The plaintiffs in that case had operated more than 200 restaurants between 1988 and 2018. They all agreed that white McDonald’s franchise owners were afforded more opportunities than their Black counterparts.
The class-action suit was one of at least four racial discrimination complaints filed against McDonald’s last year. In January 2020, two Black executives filed a claim accusing the food titan of discriminating against African-American execs and franchisees.
“In the current social climate, the stakes here are obvious,” Peiffer said. “If a Black business leader like Herb Washington will be targeted and retaliated against for speaking out against racial discrimination by a major U.S. corporation, then what Black business owner is safe.”
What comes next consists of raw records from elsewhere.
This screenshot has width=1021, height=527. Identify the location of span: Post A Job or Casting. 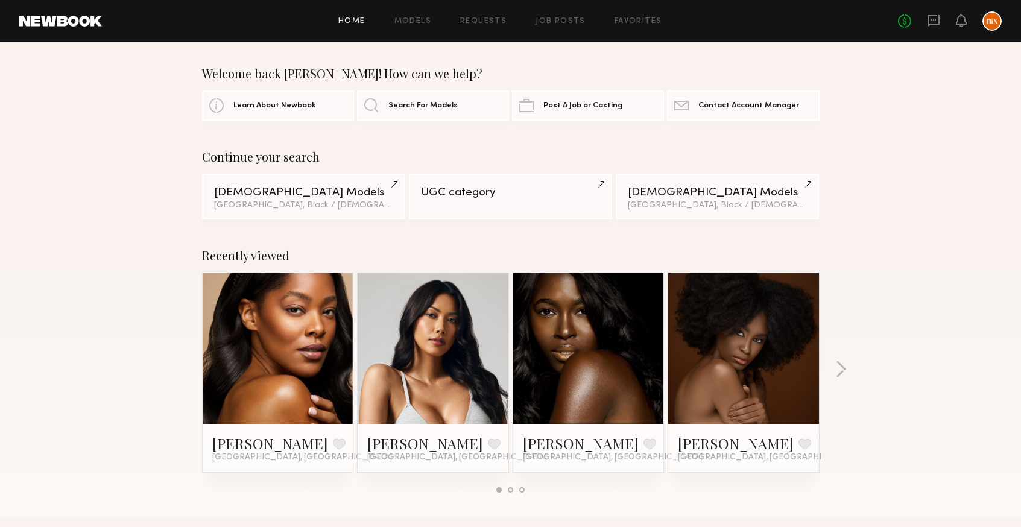
(582, 106).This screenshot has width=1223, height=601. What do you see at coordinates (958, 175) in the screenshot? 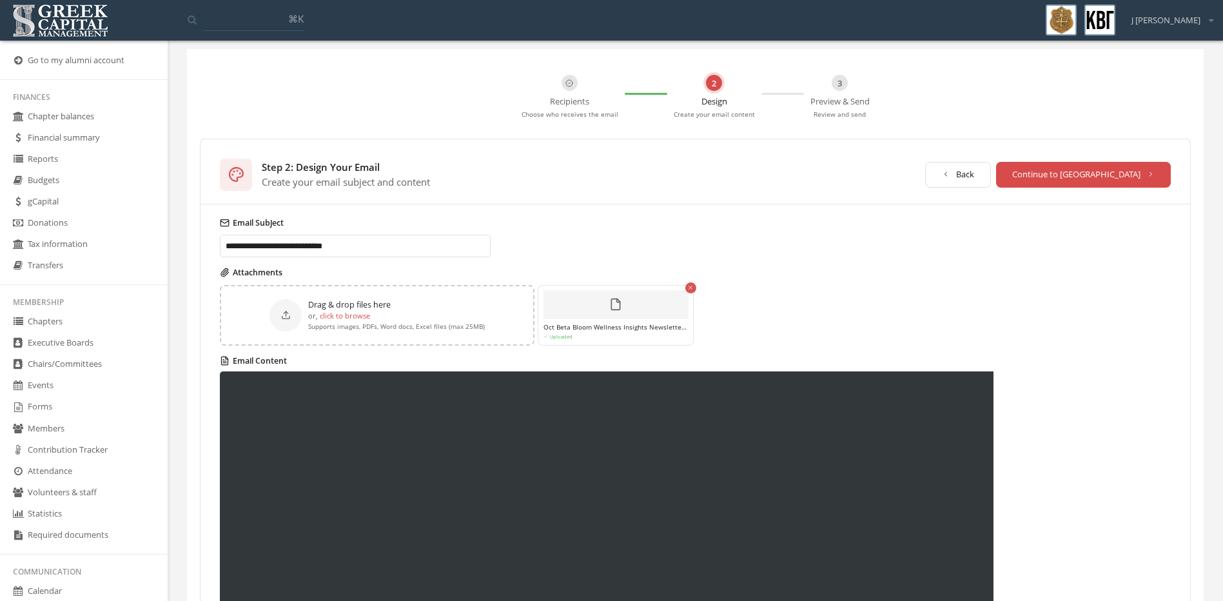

A McDonald’s spokesperson sent Atlanta Black Star an email Tuesday responding to Washington’s allegations.
“This situation is the result of years of mismanagement by Mr. Washington, whose organization has failed to meet many of our standards on people, operations, guest satisfaction and reinvestment,” the company statement said. “His restaurants have a public record of these issues including past health and sanitation concerns and some of the highest volumes of customer complaints in the country.”
Company officials claim they’ve invested “significant financial support” into Washington’s restaurants and given him multiple opportunities to address health code violations, customer complaints and other issues that have hampered his restaurants for several years. But they say he’s failed to raise the standards up to par.
A McDonald’s company spokesman provided Atlanta Black Star with a news link detailing sanitation woes at one of his Cleveland locations.
The Department of Public Health cracked down on that franchise in December 2018, according to 19 News, a CBS television affiliate. The agency inspected the restaurant eight times in less than three months and found rodents, mice droppings, live insects and conditions so filthy that ownership agreed to voluntarily shut down operations twice. One of those times was a three-day shutdown to clean up an infestation of rodents.
Washington did not deny the allegations when asked about McDonalds’ statement during Tuesday’s press conference. He responded to company officials in a statement of his own late Tuesday afternoon.
“When confronted with their own racism, McDonald’s attacks the Black man for allegedly having ‘dirty stores,’ ” Washington said. “How could I be an owner for 40 years if that were true? Rather than addressing my allegations, McDonald’s follows its racist playbook of retaliation.”
Washington said he’s down to 14 franchises, little more than half his record high of 27. In addition to selling seven of the restaurants to white owners, Washington claims he’s closed six others at some point at McDonalds’ behest over the years.
He said he was not allowed to buy McDonald’s locations in white neighborhoods from the beginning of his 40-year career as a franchisee. He told reporters he was relegated to breathe life into low-performing restaurants that white owners didn’t want.
Washington said when he spoke up, telling company officials about the unfair treatment of Black owners, he was told to “shut up and go back to the grill.” He went on to claim that his 35-year-old son has been shut out from buying a franchise, suggesting it’s retaliation for his criticisms.
A McDonald’s spokesman said the company offered Washington a diverse array of potential buyers. Company officials say they simply recommend locations, but franchise owners ultimately select the locations for restaurants they purchase, noting that an overwhelming amount of the transactions are handled directly between franchise owners.
“What I want to accomplish with this lawsuit is to make McDonald’s stop the systemic racism that exists and the two-tier system where Black owner operators cannot be as successful as whites,” Washington said. “There is a system for them, and there’s one for people that look like me.”